Every time I’m on stage I’ve been practicing, pushing Him down so I could control myself, my own body. I think, if He were in my position, He would understand. Maybe even do the same thing. I wonder if he’s been fighting just as hard to break through when I’m just walking around, talking, eating from my feedtube, watching Deet sleep while I count his gray hairs. I make myself forget the words to We Are the Champions and plunge into the crowd, the wretched little egg in hand. Like the girl who passed it to me, I trust the right person will be there. I think they are. It’s snatched from my open palm as if part of the plan. 

The tears come, and I feel a great ballooning of my heart. This is what it must be like to be a person. Now I can say I was part of a good thing for once. 

I have faith sometimes, too.

We know what will happen at Rofeshire. The tour will end early. Many will die. I will die again, probably. Deet will die, for the first time.

I’m pulled back onstage, and the power goes out; the emergency lights come up. The arena—something like twenty thousand tonight?—seems confused until there is a single voice screaming that it is on, that the motherfuckers are going down. One voice becomes many, and they start tearing at the stage, the walls, and I fall back farther.

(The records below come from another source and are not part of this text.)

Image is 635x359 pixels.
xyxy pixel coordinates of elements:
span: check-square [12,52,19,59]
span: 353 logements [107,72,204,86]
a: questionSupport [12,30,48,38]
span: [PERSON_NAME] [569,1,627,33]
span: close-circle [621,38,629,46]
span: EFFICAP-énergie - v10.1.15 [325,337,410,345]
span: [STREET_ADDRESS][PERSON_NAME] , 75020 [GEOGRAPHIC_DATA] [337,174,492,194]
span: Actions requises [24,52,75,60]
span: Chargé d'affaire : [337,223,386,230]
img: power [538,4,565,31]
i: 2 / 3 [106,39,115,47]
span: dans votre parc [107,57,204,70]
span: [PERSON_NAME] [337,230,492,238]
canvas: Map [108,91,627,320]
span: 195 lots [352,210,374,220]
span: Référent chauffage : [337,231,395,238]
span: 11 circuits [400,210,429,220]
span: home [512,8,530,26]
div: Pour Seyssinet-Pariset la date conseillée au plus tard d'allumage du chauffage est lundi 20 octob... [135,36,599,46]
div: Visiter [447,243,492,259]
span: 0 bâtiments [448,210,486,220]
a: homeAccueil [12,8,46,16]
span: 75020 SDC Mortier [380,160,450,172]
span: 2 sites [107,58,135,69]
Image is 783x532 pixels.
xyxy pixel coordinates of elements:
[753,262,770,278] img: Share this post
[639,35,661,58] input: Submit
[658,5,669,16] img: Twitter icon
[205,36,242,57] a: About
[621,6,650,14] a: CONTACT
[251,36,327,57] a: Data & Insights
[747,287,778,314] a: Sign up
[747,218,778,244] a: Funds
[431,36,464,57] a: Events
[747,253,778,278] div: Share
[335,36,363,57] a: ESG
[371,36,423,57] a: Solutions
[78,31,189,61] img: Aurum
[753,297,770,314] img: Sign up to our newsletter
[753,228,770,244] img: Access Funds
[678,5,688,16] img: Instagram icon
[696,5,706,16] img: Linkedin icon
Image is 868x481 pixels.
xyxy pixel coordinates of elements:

  I see Deet, a baton in each hand and rifle strapped to his back, wading into the crowd with the other techs. Already they know. Or he already knew. Maybe he knew this whole time and let me do what I wanted to do. Maybe he wanted to trap these poor bastards. Or maybe he really loved me? It’s a shame, to see him for the last time like this, a man that I know could be so tender and kind smashing faces of people who just want to see something like sunlight again.

The electricity flares back and God Save the Queen starts playing on the PA. I pull Roger, Brian, and John around me. They say nothing, unprogrammed for this. People are on the stage, I can feel them, hear them, I know they are there. I touch some of their hands. They are hot, they grab me, and I’m nearly sucked into the whirlpool churn of angry bodies. They scream for me, for Him, for us both. I see Him, but it’s not real, just a vision that breaks when another stage light crashes to the ground.

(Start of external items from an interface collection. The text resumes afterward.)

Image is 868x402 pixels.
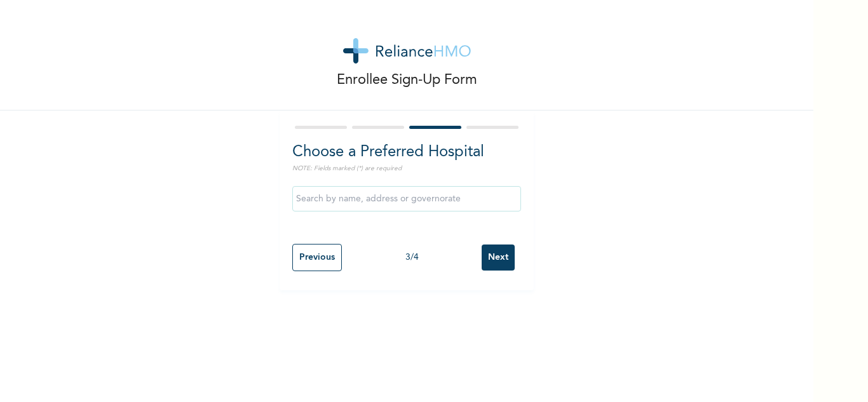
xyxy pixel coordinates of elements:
[342,251,482,264] div: 3 / 4
[343,38,471,64] img: logo
[482,244,515,271] input: Next
[337,70,477,91] p: Enrollee Sign-Up Form
[292,164,521,174] p: NOTE: Fields marked (*) are required
[292,141,521,164] h2: Choose a Preferred Hospital
[292,186,521,211] input: Search by name, address or governorate
[292,244,342,271] input: Previous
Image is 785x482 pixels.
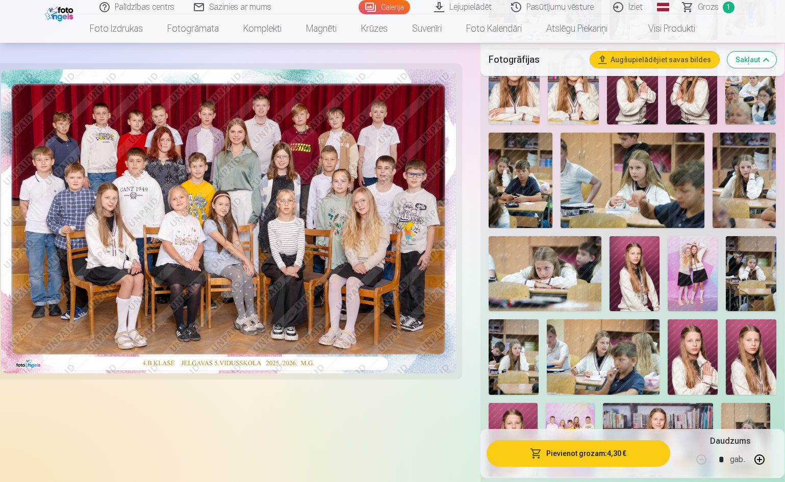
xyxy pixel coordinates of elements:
img: /fa1 [45,4,76,21]
a: Foto kalendāri [454,14,534,43]
h5: Fotogrāfijas [489,52,582,66]
a: Suvenīri [400,14,454,43]
button: Augšupielādējiet savas bildes [590,51,720,67]
div: gab. [730,448,746,472]
button: Sakļaut [728,51,777,67]
a: Komplekti [231,14,294,43]
a: Foto izdrukas [78,14,155,43]
button: Pievienot grozam:4,30 € [487,440,670,467]
h5: Daudzums [710,435,751,448]
a: Visi produkti [620,14,708,43]
a: Atslēgu piekariņi [534,14,620,43]
a: Fotogrāmata [155,14,231,43]
a: Krūzes [349,14,400,43]
span: Grozs [698,1,719,13]
a: Magnēti [294,14,349,43]
span: 1 [723,2,735,13]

I scream for Deet. The audience is a mountain range, each man and woman a distinct peak raised, fists and knives and guns in the air. I can’t blame them for acting this way. I know what they want. They want the same thing I do, to be counted.

They call His name again and again, as if He’d join them. I want to correct them, to tell them I’m not Him, that He’s long gone and I’m going soon, that we’re all probably going soon by the looks of things. But I don’t try. Not because they wouldn’t hear, amid the screams and pops and flashes of stage lights being stoned and stomped, but because the cacophony is now the song, and I let it envelope me until I can only hear the vaguest of sounds, until all I can do is weep for my poor Deet and the man I look like, listening for the far off beating of all our hearts as they try to find each other in the darkness beyond. 

I reach for the microphone one last time.

Thank you, you’ve been a lovely crowd.